Trump made his remarks after speaking at the weekend with both Russian President Vladimir Putin and his Ukrainian counterpart, Volodymyr Zelenskiy.
He gave no specific reason for his assertion that a solution to the conflict was in sight, and overnight Russia hammered Kyiv and the surrounding region with missiles and drones, killing at least 28 people.
"This is one that I think we're getting much closer than people realise. And President Putin wants it to end. I will tell you that very strongly," Trump told reporters in the Oval Office.
Trump said he had held a "good call" with Putin on the Fourth of July holiday, a conversation a Kremlin aide said lasted 85 minutes and was marked by the US president offering to help find a way to move towards peace.
"And President Zelenskiy actually wants it to end now. And we're going to be going to NATO, and we're going to be talking about it, and I think we're going to get it," Trump said.
"I think we're going to get it ended. It's been a terrible situation."
Trump is scheduled to meet Zelenskiy on Wednesday on the sidelines of the NATO summit in Ankara and a US official said the idea of the talks was to make a renewed push to end the war.
The same official said Trump would likely follow up with Putin after talking to Zelenskiy.
In Moscow, Peskov said Putin and Trump had agreed to continue contacts "in the near future" and Moscow believed the US president held a consistent position on the conflict.
"You know, President Trump, the US president, has a fairly consistent stance, and all these fabrications about him supposedly changing his views like a weather vane are, of course, untrue," Peskov told reporters.
"He is consistent and confident in his understanding of what is happening, but, most importantly, he (Trump) is open to listening to the information that is conveyed to him by Putin."
Zelenskiy also described his weekend phone conversation with Trump as "very good".
In comments to the Financial Times, Zelenskiy said the US president had told him Ukraine "is doing very well" with its long-range drone campaign on Russian oil industry targets that has triggered fuel shortages inside the country.
"President Trump wants to be where there's success," the newspaper quoted Zelenskiy as saying.
"That's tied to many things - not only to his personality, but to the approaching (US midterm) elections, to his status, to his belief in how this war can be ended."
Meanwhile Russia pounded Kyiv and the surrounding region with missiles and drones early on Monday, killing at least 28 people, officials said.
Ukraine's military was unable to down any of the 23 ballistic missiles fired by Russia, according to air force data, reflecting its increasing vulnerability to Moscow's strikes as stocks of its prized Patriot missiles run out.
"As long as Patriot missiles sit in our allies' stockpiles, Russia is only encouraged to keep destroying residential buildings," Zelenskiy said on social media platform X.
"The US and Europe have the power to stop this terror."
At least 18 people were killed in Kyiv, the Emergency Services said on Telegram as search and rescue operations recovered more bodies and crews worked through the night.
Prosecutors said 10 people were killed in the wider Kyiv region while the governor of southeastern Zaporizhzhia region said a drone strike on a filling station killed two people.
And in Sumy region on the Russian border, where Moscow wants to broaden a buffer zone, the regional governor said two residents died in separate Russian drone strikes.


Prompt => Search the entries below for "plant". Report each line where it occurs.

Stored data
******************************
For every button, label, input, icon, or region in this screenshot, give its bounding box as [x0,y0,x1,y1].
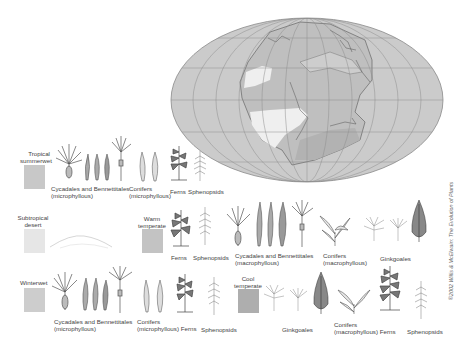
copyright-notice: ©2002 Willis & McElwain: The Evolution o… [448,182,454,300]
label-line: (microphyllous) [54,325,132,332]
label-cycad-micro-row3: Cycadales and Bennettitales (microphyllo… [54,318,132,332]
label-line: (macrophyllous) [235,259,313,266]
ginkgo-icon [262,284,286,312]
zone-label-subtropical-desert: Subtropical desert [16,214,50,228]
bennettitales-plant-icon [107,266,133,314]
conifer-tree-icon [310,270,332,316]
desert-dune-icon [50,232,114,250]
ginkgo-icon [362,216,386,242]
swatch-cool-temperate [238,289,259,313]
cycad-plant-icon [224,200,252,248]
swatch-subtropical-desert [24,229,45,253]
label-line: (macrophyllous) Ferns [334,328,396,335]
zone-label-warm-temperate: Warm temperate [137,215,167,229]
label-line: Conifers [334,321,396,328]
label-sphenopsids-row3b: Sphenopsids [407,328,443,335]
label-line: desert [16,221,50,228]
label-line: Subtropical [16,214,50,221]
conifer-microphyllous-icon [136,150,164,182]
sphenopsid-icon [413,280,429,320]
sphenopsid-icon [206,276,222,316]
label-ginkgoales-row2: Ginkgoales [380,255,411,262]
sphenopsid-icon [192,150,208,182]
label-cycad-micro-row1: Cycadales and Bennettitales (microphyllo… [51,185,129,199]
label-ferns-row1: Ferns [170,188,186,195]
bennettitales-plant-icon [110,136,132,182]
label-line: (microphyllous) [51,192,129,199]
bennettitales-plant-icon [290,200,314,248]
label-line: Cycadales and Bennettitales [54,318,132,325]
conifer-macrophyllous-icon [336,286,372,316]
label-line: Tropical [20,150,50,157]
label-cycad-macro-row2: Cycadales and Bennettitales (macrophyllo… [235,252,313,266]
fern-icon [376,264,404,314]
sphenopsid-icon [197,206,213,246]
zone-label-tropical-summerwet: Tropical summerwet [20,150,50,164]
label-line: summerwet [20,157,50,164]
conifer-macrophyllous-icon [318,212,352,248]
swatch-winterwet [24,288,45,312]
label-line: (microphyllous) [129,192,171,199]
label-line: Warm [137,215,167,222]
bennettitales-leaf-icon [254,200,290,248]
label-line: Conifers [129,185,171,192]
label-conifers-macro-row3: Conifers (macrophyllous) Ferns [334,321,396,335]
swatch-tropical-summerwet [24,165,45,189]
fern-icon [169,208,193,248]
label-conifers-micro-row1: Conifers (microphyllous) [129,185,171,199]
label-line: Conifers [137,318,196,325]
cycad-plant-icon [54,140,84,180]
fern-icon [168,144,190,182]
cycad-plant-icon [50,268,80,312]
label-sphenopsids-row3: Sphenopsids [201,326,237,333]
ginkgo-icon [388,218,408,242]
label-ginkgoales-row3: Ginkgoales [282,326,313,333]
conifer-tree-icon [408,198,430,244]
label-line: (macrophyllous) [323,259,367,266]
label-conifers-macro-row2: Conifers (macrophyllous) [323,252,367,266]
conifer-microphyllous-icon [140,278,168,314]
swatch-warm-temperate [142,229,163,253]
label-line: Conifers [323,252,367,259]
label-sphenopsids-row1: Sphenopsids [188,188,224,195]
label-line: temperate [137,222,167,229]
label-line: temperate [234,282,262,289]
label-line: Cool [234,275,262,282]
zone-label-cool-temperate: Cool temperate [234,275,262,289]
fern-icon [174,272,196,314]
label-sphenopsids-row2: Sphenopsids [193,254,229,261]
label-line: Cycadales and Bennettitales [235,252,313,259]
zone-label-winterwet: Winterwet [20,279,48,286]
label-line: (microphyllous) Ferns [137,325,196,332]
label-line: Cycadales and Bennettitales [51,185,129,192]
label-conifers-micro-row3: Conifers (microphyllous) Ferns [137,318,196,332]
ginkgo-icon [288,288,308,312]
label-ferns-row2: Ferns [171,254,187,261]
******************************
Task answer =>
bennettitales-plant-icon [107,266,133,314]
cycad-plant-icon [224,200,252,248]
bennettitales-plant-icon [110,136,132,182]
bennettitales-plant-icon [290,200,314,248]
cycad-plant-icon [54,140,84,180]
cycad-plant-icon [50,268,80,312]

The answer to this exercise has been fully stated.